FTSE slumps as fresh fears over the Eurozone return to global markets
BRITAIN’S top shares surrendered almost all of last week’s gains yesterday, led lower by commodity stocks and banks, as political uncertainty and disappointing economic data revived investor concerns over the Eurozone debt situation.
The mood was darkened by data showing the Eurozone’s business slump deepened at a far faster pace than expected in April, suggesting the economy will stay in recession at least until the second half of the year.
The Eurozone’s commitment to reform may also be in doubt after Dutch Prime Minister Mark Rutte’s government collapsed in a crisis over budget cuts, while Socialist leader Francois Hollande, who has vowed to seek changes to a new EU fiscal treaty, won the first round of France’s presidential election.
Some analysts said a defeat for incumbent Nicolas Sarkozy in the 6 May second round could weaken cooperation between France and Germany in dealing with the debt crisis.
“The prognosis for equity markets is they have to accept that under the current situation we’re not going to be able to magic-wand this and see it finished in a few weeks,” said Paul Kavanagh, a partner at Killik & Co.
“My fear at the moment is that [investors] appear to be panicking because the outcomes are getting more uncertain as we get further into this crisis – not less uncertain.”
The FTSE 100 index closed 106.58 points, or 1.9 per cent, lower at 5,665.57, its lowest close since 13 April, having ended up 0.5 per cent on Friday to record a 2.1 per cent advance on the week.
“It looks like we’re in a near-term corrective downtrend,” Phil Roberts, chief European technical strategist at Barclays Capital, said, highlighting that the index failed last week to retrace more than 50 per cent of the sell-off from its March high to this month’s low.
He reckoned the 200-day moving average, at 5,568, could be revisited.
Broadcaster BSkyB was one of only two gainers, ahead 0.7 per cent, aided by its ongoing share buy-back programme, and ahead of third-quarter results due on 2 May. Trading volume in BSkyB was robust, at one and a half times its 90-day daily average.
Commodity stocks were the biggest drag on the UK blue-chip index, as copper prices and crude dropped after mixed factory activity data from China alongside the concerns surrounding the Eurozone.
China’s factories posted their best performance this year as a measure of new business rose from multi-month lows in April, with the HSBC flash PMI at 49.1 vs final March reading of 48.3, but overall activity still contracted for a sixth successive month.
Banks also came under heavy pressure on worries about their exposure to the euro area debt crisis ahead of the sector’s first-quarter results season.
Barclays, the first of the British banks to report, was the worst off, down 4.2 per cent, ahead of its results on Thursday.
International Consolidated Airlines Group shed 5.4 per cent, the second-top FTSE 100 loser, as investors eyed integration issues after the owner of British Airways and Iberia completed its acquisition of Lufthansa’s UK airline, BMI, on Friday.
IAG’s chief executive Willie Walsh said the company was in talks with potential buyers for the two subsidiaries but that a sale was far from certain.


§ The problem:
Working through the entries below, find how many lines include "with", then write only that number.

Items from a figure collection

=== Begin Enclosure ===

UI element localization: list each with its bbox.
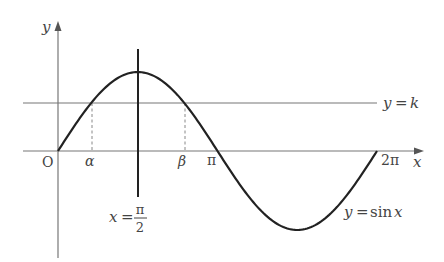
alpha-tick-label: α	[85, 153, 95, 169]
y-axis	[55, 21, 62, 258]
x-equals-pi-over-2-label: x = π 2	[109, 202, 147, 235]
y-equals-k-label: y = k	[382, 94, 419, 112]
y-axis-arrow-icon	[55, 21, 62, 31]
svg-text:x: x	[109, 208, 118, 226]
svg-text:y: y	[343, 203, 353, 221]
svg-text:sin: sin	[370, 203, 392, 221]
y-equals-sin-x-label: y = sin x	[343, 203, 403, 221]
svg-text:=: =	[395, 94, 408, 112]
two-pi-tick-label: 2π	[381, 152, 399, 168]
svg-text:y: y	[382, 94, 392, 112]
x-axis-label: x	[413, 153, 422, 171]
svg-text:=: =	[121, 208, 134, 226]
svg-text:=: =	[356, 203, 369, 221]
svg-text:k: k	[410, 94, 419, 112]
svg-text:π: π	[136, 202, 145, 217]
svg-text:2: 2	[136, 220, 144, 235]
origin-label: O	[42, 154, 53, 170]
sine-graph-diagram: y x O α β π 2π y = k y = sin x x = π 2	[0, 0, 444, 262]
svg-text:x: x	[394, 203, 403, 221]
y-axis-label: y	[41, 18, 51, 36]
beta-tick-label: β	[177, 153, 186, 169]
pi-tick-label: π	[207, 152, 216, 168]
x-axis	[23, 148, 424, 155]
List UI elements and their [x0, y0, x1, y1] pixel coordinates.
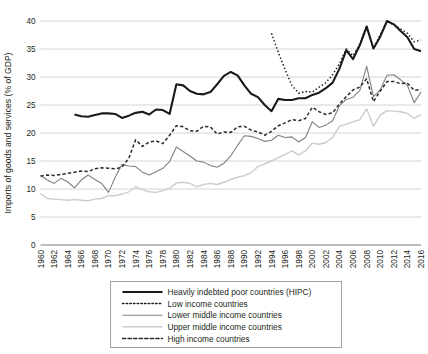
y-tick-label: 0 [31, 241, 36, 250]
x-tick-label: 1972 [118, 250, 127, 269]
legend-label-4: High income countries [168, 334, 250, 344]
x-tick-label: 1990 [240, 250, 249, 269]
y-axis-tick-labels: 0510152025303540 [26, 17, 36, 250]
x-tick-label: 1974 [132, 250, 141, 269]
x-tick-label: 1986 [213, 250, 222, 269]
legend-label-1: Low income countries [168, 299, 248, 309]
x-tick-label: 2004 [335, 250, 344, 269]
y-tick-label: 30 [26, 73, 36, 82]
x-tick-label: 2016 [417, 250, 426, 269]
x-tick-label: 2010 [376, 250, 385, 269]
x-tick-label: 2014 [403, 250, 412, 269]
series-line-3 [41, 109, 422, 201]
x-tick-label: 1988 [227, 250, 236, 269]
line-chart: 0510152025303540 19601962196419661968197… [0, 0, 428, 354]
chart-figure: 0510152025303540 19601962196419661968197… [0, 0, 428, 354]
y-tick-label: 25 [26, 101, 36, 110]
x-tick-label: 1996 [281, 250, 290, 269]
x-tick-label: 1968 [91, 250, 100, 269]
y-tick-label: 35 [26, 45, 36, 54]
x-tick-label: 2006 [349, 250, 358, 269]
x-tick-label: 1978 [159, 250, 168, 269]
legend-label-0: Heavily indebted poor countries (HIPC) [168, 287, 312, 297]
x-tick-label: 2008 [363, 250, 372, 269]
y-tick-label: 40 [26, 17, 36, 26]
x-tick-label: 2012 [390, 250, 399, 269]
y-tick-label: 5 [31, 213, 36, 222]
x-tick-label: 1964 [64, 250, 73, 269]
x-tick-label: 1982 [186, 250, 195, 269]
x-tick-label: 1966 [77, 250, 86, 269]
x-tick-label: 1980 [172, 250, 181, 269]
x-axis-tick-labels: 1960196219641966196819701972197419761978… [37, 250, 427, 269]
series-line-4 [41, 79, 422, 176]
y-tick-label: 20 [26, 129, 36, 138]
y-axis-title: Imports of goods and services (% of GDP) [3, 52, 13, 213]
x-tick-label: 1998 [295, 250, 304, 269]
series-line-2 [41, 66, 422, 192]
legend-label-2: Lower middle income countries [168, 310, 282, 320]
x-tick-label: 1992 [254, 250, 263, 269]
x-tick-label: 1970 [104, 250, 113, 269]
x-tick-label: 1976 [145, 250, 154, 269]
chart-legend: Heavily indebted poor countries (HIPC)Lo… [111, 282, 342, 348]
x-tick-label: 2000 [308, 250, 317, 269]
x-tick-label: 2002 [322, 250, 331, 269]
x-tick-label: 1960 [37, 250, 46, 269]
data-series-group [41, 21, 422, 201]
x-tick-label: 1994 [268, 250, 277, 269]
y-tick-label: 10 [26, 185, 36, 194]
y-tick-label: 15 [26, 157, 36, 166]
legend-label-3: Upper middle income countries [168, 322, 282, 332]
x-tick-label: 1984 [200, 250, 209, 269]
series-line-0 [74, 21, 421, 118]
x-tick-label: 1962 [50, 250, 59, 269]
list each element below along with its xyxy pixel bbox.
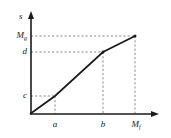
y-tick-label-d: d [2, 47, 27, 56]
y-axis-name-label: s [19, 12, 23, 21]
y-tick-label-c: c [2, 91, 27, 100]
y-tick-mg-sub: g [24, 35, 27, 41]
data-vertex-mf-mg [134, 35, 137, 38]
data-series-piecewise-linear [30, 35, 137, 115]
x-tick-label-b: b [93, 120, 113, 129]
x-tick-mf-main: M [131, 119, 139, 129]
x-tick-mf-sub: f [139, 124, 141, 130]
data-polyline [30, 36, 135, 114]
x-tick-label-mf: Mf [124, 120, 148, 129]
y-axis-arrowhead [28, 11, 34, 19]
data-vertex-b-d [102, 51, 105, 54]
x-axis-arrowhead [151, 111, 159, 117]
x-tick-label-a: a [45, 120, 65, 129]
y-tick-mg-main: M [17, 30, 25, 40]
y-tick-label-mg: Mg [2, 31, 27, 40]
plot-canvas [0, 0, 171, 138]
chart-figure: s Mg d c a b Mf [0, 0, 171, 138]
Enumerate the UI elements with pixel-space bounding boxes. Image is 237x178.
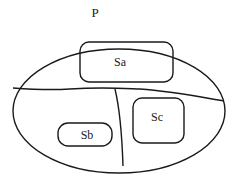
subset-sa: Sa <box>80 42 173 82</box>
subset-sc: Sc <box>133 98 184 143</box>
subset-sb-label: Sb <box>81 128 94 142</box>
subset-sa-box <box>80 42 173 82</box>
subset-sc-label: Sc <box>151 110 163 124</box>
vertical-divider <box>115 89 123 166</box>
subset-sa-label: Sa <box>114 55 127 69</box>
partition-diagram: P Sa Sb Sc <box>0 0 237 178</box>
set-p-label: P <box>91 5 98 20</box>
horizontal-divider <box>13 88 224 101</box>
subset-sb: Sb <box>58 123 112 146</box>
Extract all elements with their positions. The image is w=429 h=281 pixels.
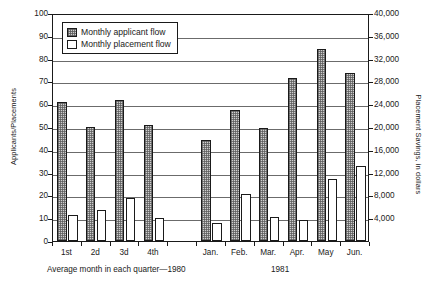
bar-placement-flow bbox=[155, 218, 165, 241]
y-axis-right-tick-label: 8,000 bbox=[374, 192, 420, 200]
y-axis-right-tick-mark bbox=[369, 60, 373, 61]
y-axis-left-tick-mark bbox=[48, 151, 52, 152]
y-axis-left-tick-label: 60 bbox=[8, 101, 48, 109]
y-axis-left-tick-mark bbox=[48, 196, 52, 197]
x-axis-tick-mark bbox=[81, 242, 82, 246]
bar-placement-flow bbox=[212, 223, 222, 241]
bar-applicant-flow bbox=[288, 78, 298, 241]
y-axis-left-tick-label: 50 bbox=[8, 124, 48, 132]
x-axis-tick-mark bbox=[52, 242, 53, 246]
y-axis-left-tick-mark bbox=[48, 82, 52, 83]
y-axis-right-tick-label: 36,000 bbox=[374, 33, 420, 41]
x-axis-tick-mark bbox=[196, 242, 197, 246]
y-axis-right-tick-label: 4,000 bbox=[374, 215, 420, 223]
x-axis-tick-label: Jun. bbox=[333, 248, 377, 257]
bar-placement-flow bbox=[299, 220, 309, 241]
x-axis-tick-mark bbox=[369, 242, 370, 246]
y-axis-left-tick-mark bbox=[48, 37, 52, 38]
x-axis-tick-mark bbox=[110, 242, 111, 246]
legend-label-applicant: Monthly applicant flow bbox=[81, 27, 166, 37]
y-axis-left-tick-label: 70 bbox=[8, 78, 48, 86]
bar-placement-flow bbox=[126, 198, 136, 241]
legend-item-placement: Monthly placement flow bbox=[67, 38, 171, 50]
y-axis-left-tick-label: 20 bbox=[8, 192, 48, 200]
bar-applicant-flow bbox=[86, 127, 96, 241]
caption-1980: Average month in each quarter—1980 bbox=[47, 265, 186, 275]
y-axis-left-tick-label: 0 bbox=[8, 238, 48, 246]
x-axis-tick-mark bbox=[340, 242, 341, 246]
y-axis-right-tick-mark bbox=[369, 14, 373, 15]
bar-chart-figure: Applicants/Placements Placement Savings,… bbox=[0, 0, 429, 281]
y-axis-right-tick-mark bbox=[369, 151, 373, 152]
y-axis-right-tick-mark bbox=[369, 105, 373, 106]
y-axis-right-tick-mark bbox=[369, 82, 373, 83]
y-axis-right-tick-label: 12,000 bbox=[374, 170, 420, 178]
y-axis-left-tick-label: 80 bbox=[8, 56, 48, 64]
legend-swatch-applicant-icon bbox=[67, 28, 77, 37]
y-axis-left-tick-label: 10 bbox=[8, 215, 48, 223]
chart-legend: Monthly applicant flow Monthly placement… bbox=[62, 22, 178, 54]
y-axis-right-tick-label: 32,000 bbox=[374, 56, 420, 64]
y-axis-right-tick-mark bbox=[369, 37, 373, 38]
y-axis-right-tick-mark bbox=[369, 174, 373, 175]
bar-applicant-flow bbox=[144, 125, 154, 241]
bar-applicant-flow bbox=[115, 100, 125, 241]
legend-item-applicant: Monthly applicant flow bbox=[67, 26, 171, 38]
caption-1981: 1981 bbox=[271, 265, 289, 275]
bar-applicant-flow bbox=[201, 140, 211, 241]
y-axis-left-tick-mark bbox=[48, 128, 52, 129]
y-axis-left-tick-label: 100 bbox=[8, 10, 48, 18]
x-axis-tick-mark bbox=[283, 242, 284, 246]
bar-placement-flow bbox=[328, 179, 338, 241]
y-axis-left-tick-label: 90 bbox=[8, 33, 48, 41]
y-axis-right-tick-label: 24,000 bbox=[374, 101, 420, 109]
y-axis-right-tick-label: 20,000 bbox=[374, 124, 420, 132]
legend-label-placement: Monthly placement flow bbox=[81, 39, 171, 49]
bar-applicant-flow bbox=[57, 102, 67, 241]
y-axis-left-tick-label: 30 bbox=[8, 170, 48, 178]
x-axis-tick-mark bbox=[311, 242, 312, 246]
bar-placement-flow bbox=[97, 210, 107, 241]
bar-placement-flow bbox=[270, 217, 280, 241]
bar-placement-flow bbox=[68, 215, 78, 241]
legend-swatch-placement-icon bbox=[67, 40, 77, 49]
y-axis-left-tick-mark bbox=[48, 219, 52, 220]
bar-applicant-flow bbox=[317, 49, 327, 241]
y-axis-left-tick-mark bbox=[48, 105, 52, 106]
y-axis-right-tick-label: 16,000 bbox=[374, 147, 420, 155]
x-axis-tick-label: 4th bbox=[131, 248, 175, 257]
x-axis-tick-mark bbox=[225, 242, 226, 246]
y-axis-left-tick-mark bbox=[48, 60, 52, 61]
x-axis-tick-mark bbox=[254, 242, 255, 246]
y-axis-right-tick-mark bbox=[369, 219, 373, 220]
bar-applicant-flow bbox=[230, 110, 240, 241]
bar-placement-flow bbox=[241, 194, 251, 241]
y-axis-left-tick-mark bbox=[48, 14, 52, 15]
bar-applicant-flow bbox=[345, 73, 355, 241]
y-axis-right-tick-mark bbox=[369, 196, 373, 197]
bar-applicant-flow bbox=[259, 128, 269, 241]
x-axis-tick-mark bbox=[138, 242, 139, 246]
y-axis-right-tick-mark bbox=[369, 128, 373, 129]
y-axis-left-tick-label: 40 bbox=[8, 147, 48, 155]
y-axis-right-tick-label: 40,000 bbox=[374, 10, 420, 18]
bar-placement-flow bbox=[356, 166, 366, 241]
y-axis-right-tick-label: 28,000 bbox=[374, 78, 420, 86]
x-axis-tick-mark bbox=[167, 242, 168, 246]
y-axis-left-tick-mark bbox=[48, 174, 52, 175]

=== End Enclosure ===

§ Your response:
4